Metronomics Global Health Initiative

Home page > People > Ambassadors > Robert KERBEL

Robert KERBEL

Robert Kerbel is currently a Senior Scientist in Molecular & Cellular Biology Research at the Sunnybrook Research Institute of the Sunnybrook Health Sciences Centre. He is also a Professor of Medical Biophysics and Laboratory Medicine/Pathobiology at the University of Toronto. He is the co-Director of the Toronto Angiogenesis Center and Canada Research Chair in Tumor Biology, Angiogenesis and Antiangiogenic Therapy.

He has made numerous seminal contributions to our understanding of tumor angiogenesis and antiangiogenic therapeutics. He was formerly involved in establishing and directing three different major cancer research programs in different universities and hospitals in Ontario Canada.

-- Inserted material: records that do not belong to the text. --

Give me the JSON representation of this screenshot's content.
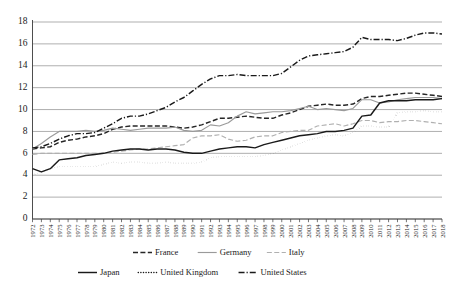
{
  "chart_data": {
    "type": "line",
    "title": "",
    "xlabel": "",
    "ylabel": "",
    "ylim": [
      0,
      18
    ],
    "ytick_step": 2,
    "yticks": [
      "0",
      "2",
      "4",
      "6",
      "8",
      "10",
      "12",
      "14",
      "16",
      "18"
    ],
    "grid": true,
    "legend_position": "bottom",
    "x": [
      1972,
      1973,
      1974,
      1975,
      1976,
      1977,
      1978,
      1979,
      1980,
      1981,
      1982,
      1983,
      1984,
      1985,
      1986,
      1987,
      1988,
      1989,
      1990,
      1991,
      1992,
      1993,
      1994,
      1995,
      1996,
      1997,
      1998,
      1999,
      2000,
      2001,
      2002,
      2003,
      2004,
      2005,
      2006,
      2007,
      2008,
      2009,
      2010,
      2011,
      2012,
      2013,
      2014,
      2015,
      2016,
      2017,
      2018
    ],
    "categories": [
      "1972",
      "1973",
      "1974",
      "1975",
      "1976",
      "1977",
      "1978",
      "1979",
      "1980",
      "1981",
      "1982",
      "1983",
      "1984",
      "1985",
      "1986",
      "1987",
      "1988",
      "1989",
      "1990",
      "1991",
      "1992",
      "1993",
      "1994",
      "1995",
      "1996",
      "1997",
      "1998",
      "1999",
      "2000",
      "2001",
      "2002",
      "2003",
      "2004",
      "2005",
      "2006",
      "2007",
      "2008",
      "2009",
      "2010",
      "2011",
      "2012",
      "2013",
      "2014",
      "2015",
      "2016",
      "2017",
      "2018"
    ],
    "series": [
      {
        "name": "France",
        "color": "#262626",
        "dash": "dashed",
        "values": [
          6.4,
          6.5,
          6.6,
          7.0,
          7.2,
          7.3,
          7.5,
          7.6,
          7.8,
          8.2,
          8.4,
          8.5,
          8.5,
          8.5,
          8.5,
          8.5,
          8.4,
          8.3,
          8.4,
          8.6,
          8.9,
          9.2,
          9.2,
          9.3,
          9.4,
          9.3,
          9.2,
          9.2,
          9.5,
          9.7,
          10.0,
          10.3,
          10.4,
          10.5,
          10.4,
          10.4,
          10.5,
          11.0,
          11.2,
          11.2,
          11.3,
          11.4,
          11.5,
          11.5,
          11.4,
          11.3,
          11.2
        ]
      },
      {
        "name": "Germany",
        "color": "#9a9a9a",
        "dash": "solid",
        "values": [
          6.4,
          6.9,
          7.5,
          8.0,
          8.0,
          8.0,
          8.1,
          8.0,
          8.1,
          8.3,
          8.2,
          8.1,
          8.2,
          8.3,
          8.3,
          8.3,
          8.4,
          8.1,
          8.0,
          8.1,
          8.6,
          8.5,
          8.8,
          9.4,
          9.8,
          9.6,
          9.7,
          9.8,
          9.8,
          9.9,
          10.1,
          10.3,
          10.0,
          10.1,
          10.0,
          9.9,
          10.1,
          10.9,
          10.9,
          10.6,
          10.7,
          10.9,
          11.0,
          11.1,
          11.1,
          11.1,
          11.0
        ]
      },
      {
        "name": "Italy",
        "color": "#b0b0b0",
        "dash": "dashed",
        "values": [
          5.9,
          6.0,
          6.0,
          6.0,
          6.0,
          6.0,
          6.0,
          6.0,
          6.0,
          6.1,
          6.2,
          6.3,
          6.4,
          6.4,
          6.5,
          6.6,
          6.7,
          6.8,
          7.4,
          7.6,
          7.6,
          7.7,
          7.3,
          7.1,
          7.2,
          7.5,
          7.6,
          7.6,
          7.9,
          8.0,
          8.1,
          8.1,
          8.5,
          8.6,
          8.7,
          8.5,
          8.7,
          9.0,
          9.0,
          8.8,
          8.9,
          8.9,
          9.0,
          9.0,
          8.9,
          8.8,
          8.7
        ]
      },
      {
        "name": "Japan",
        "color": "#1a1a1a",
        "dash": "solid",
        "values": [
          4.6,
          4.3,
          4.6,
          5.4,
          5.5,
          5.6,
          5.8,
          5.9,
          6.0,
          6.2,
          6.3,
          6.4,
          6.4,
          6.3,
          6.4,
          6.4,
          6.3,
          6.1,
          6.0,
          6.0,
          6.2,
          6.4,
          6.5,
          6.6,
          6.6,
          6.5,
          6.8,
          7.0,
          7.2,
          7.4,
          7.6,
          7.7,
          7.8,
          8.0,
          8.0,
          8.1,
          8.3,
          9.4,
          9.5,
          10.6,
          10.8,
          10.8,
          10.8,
          10.9,
          10.9,
          10.9,
          11.0
        ]
      },
      {
        "name": "United Kingdom",
        "color": "#1a1a1a",
        "dash": "dotted",
        "values": [
          4.0,
          4.3,
          4.6,
          4.8,
          4.8,
          4.8,
          4.8,
          4.8,
          5.0,
          5.2,
          5.1,
          5.2,
          5.2,
          5.1,
          5.1,
          5.2,
          5.1,
          5.1,
          5.1,
          5.2,
          5.6,
          5.7,
          5.7,
          5.7,
          5.7,
          5.7,
          5.8,
          6.0,
          6.3,
          6.6,
          6.9,
          7.2,
          7.4,
          7.6,
          7.7,
          7.6,
          7.9,
          8.5,
          8.5,
          8.4,
          8.4,
          9.7,
          9.8,
          9.8,
          9.9,
          9.8,
          9.8
        ]
      },
      {
        "name": "United States",
        "color": "#1a1a1a",
        "dash": "dashdot",
        "values": [
          6.5,
          6.6,
          6.9,
          7.3,
          7.6,
          7.8,
          7.8,
          7.9,
          8.3,
          8.7,
          9.2,
          9.4,
          9.4,
          9.6,
          9.9,
          10.2,
          10.7,
          11.1,
          11.7,
          12.3,
          12.8,
          13.1,
          13.1,
          13.2,
          13.1,
          13.1,
          13.1,
          13.1,
          13.3,
          13.9,
          14.5,
          14.9,
          15.0,
          15.1,
          15.2,
          15.3,
          15.7,
          16.6,
          16.4,
          16.4,
          16.4,
          16.3,
          16.5,
          16.8,
          17.0,
          17.0,
          16.9
        ]
      }
    ],
    "legend_rows": [
      [
        {
          "label": "France",
          "dash": "dashed",
          "color": "#262626"
        },
        {
          "label": "Germany",
          "dash": "solid",
          "color": "#9a9a9a"
        },
        {
          "label": "Italy",
          "dash": "dashed",
          "color": "#b0b0b0"
        }
      ],
      [
        {
          "label": "Japan",
          "dash": "solid",
          "color": "#1a1a1a"
        },
        {
          "label": "United Kingdom",
          "dash": "dotted",
          "color": "#1a1a1a"
        },
        {
          "label": "United States",
          "dash": "dashdot",
          "color": "#1a1a1a"
        }
      ]
    ]
  }
}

Dr. Kerbel is the pioneer of a concept known as ‘metronomic’ chemotherapy (where chemotherapy is given at close regular intervals at low doses with no prolonged drug-free breaks) as an exciting and novel new way to combine chemotherapy with a targeted antiangiogenic drug such as bevacizumab, for the treatment of advanced metastatic disease. He has developed a number of new models of advanced metastatic disease in immune deficient mice involving human tumor cell lines, including breast, ovarian, and hepatocellular carcinoma, as well as malignant melanoma. These studies have evolved in a new research initiative, namely, the development of models of spontaneous brain metastases and their use to study the biology and treatment of such lesions. Dr. Kerbel’s group is also at the forefront of studying circulating cellular and molecular surrogate biomarkers in peripheral blood for anti angiogenic drugs and/or metronomic low-dose chemotherapy which can help determine the optimal biologic dose to be used for such drugs/treatments.

Dr. Kerbel lists over 350 research papers during his career and has supervised almost 100 graduate students, postdoctoral fellows, sabbatical visitors since 1975. He is a member of the editorial board of numerous scientific journals and has given over 700 invited lectures during his career.